7  Metal and Dieletric Materials

In this chapter, we’ll quickly add two synthetic materials: metal and dielectric, so our scene could be more interesting and we can see the improvements of tiled rendering.

7.1 How Metal and Dieletric Materials Works

We follows the way of Ray Tracing in One Weekend. See it’s chapter 10 and 11 for explanations.

7.2 Design

They’re two more material types, so we just add two material variants. They should implement all functions for material we’ve defined in Chapter 4. This work is actually very trivial to implement, since we’ll use almost the same algorithm described in the above reference materials.

7.3 Imaplentation

We first add a new Metal variant to Material, with a new implementation struct. Same as Diffuse, the albedo is again a Texture, and the fuzz component is just a f32 value:

#[derive(Debug, Clone, Default)]
pub struct Metal {
    pub albedo: Texture,
    pub fuzz: f32,
}

The scatter method is same as Shirley’s one:

impl Surface for Metal {
    fn scatter(&self, ray_in: Ray, rec: &SurfaceHit) -> Option<SurfaceInteraction> {
        let ref_dir =
            ray_in.direction.reflect(rec.normal).normalize() + self.fuzz * Vec3::random_on_sphere();
        let reflected = Ray::new(rec.position, ref_dir);
        let attenuation = self.albedo.value(rec.position);

        Some(SurfaceInteraction {
            attenuation,
            scattered: reflected,
        })
    }
}

Note a new reflect method is added to Vec3Ext, for calculating a reflected ray. And the Dielectric is also almost same, so you can translate the C++ code easily. Note in my code, I also added an albedo to the material, but you can remain to use just a white color.

A modified version of the two spheres scene, called four spheres is similar to Shirley’s. This looks like

Four Spheres

For dielectric material, it’s also similar. The core implementation is:

impl Surface for Dielectric {
    fn scatter(&self, ray_in: Ray, rec: &SurfaceHit) -> Option<SurfaceInteraction> {
        let ri = if rec.is_front {
            1.0 / self.ior
        } else {
            self.ior
        };
        let cos_theta = (-ray_in.direction.dot(rec.normal)).min(1.0);
        let sin_theta = (1.0 - cos_theta * cos_theta).sqrt();

        let refract = ri * sin_theta <= 1.0;
        let dir = if !refract || Self::reflectance(cos_theta, ri) > rand::random() {
            ray_in.direction.reflect(rec.normal)
        } else {
            ray_in.direction.refract(rec.normal, ri)
        };

        Some(SurfaceInteraction {
            attenuation: Color::new(1.0, 1.0, 1.0),
            scattered: Ray::new(rec.position, dir),
        })
    }
}

This and used auxiliary methods are simple, and almost just translation of the C++ code, so the whole code is not listed here.
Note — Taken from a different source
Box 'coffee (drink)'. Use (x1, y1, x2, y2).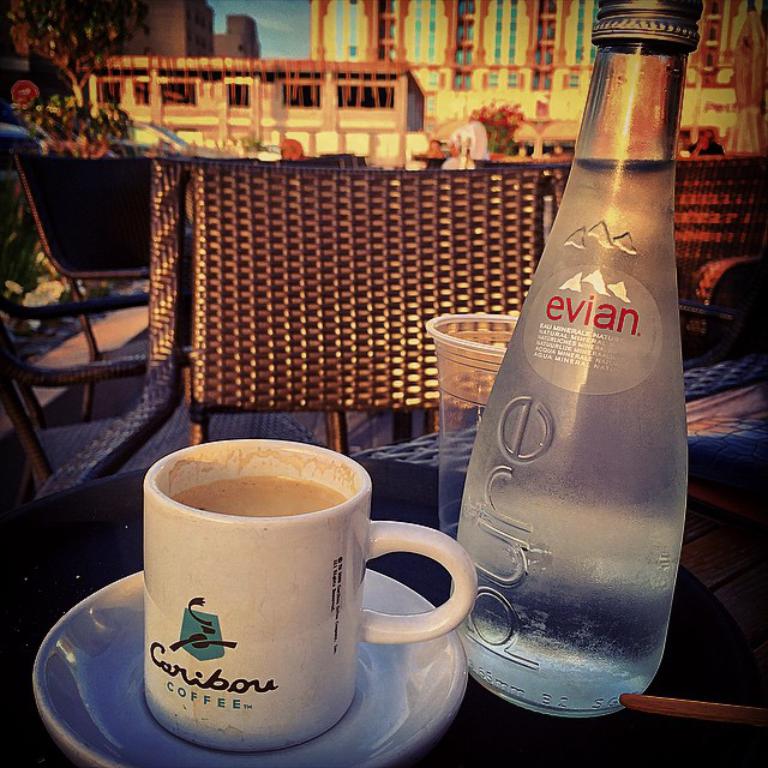
(140, 440, 451, 744).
Change the left sphere to use the new Dielectric material, we can have a rendered result like:

Four Spheres, Dielectric

And I also tested a high resolution version, which looks pretty well, right?

Four Spheres, Dielectric, resolution at 1440 * 960

Using \(180 \times 120\) as tile size, it costs me over 4 minutes, while the parallel version costs only less than 1 minute.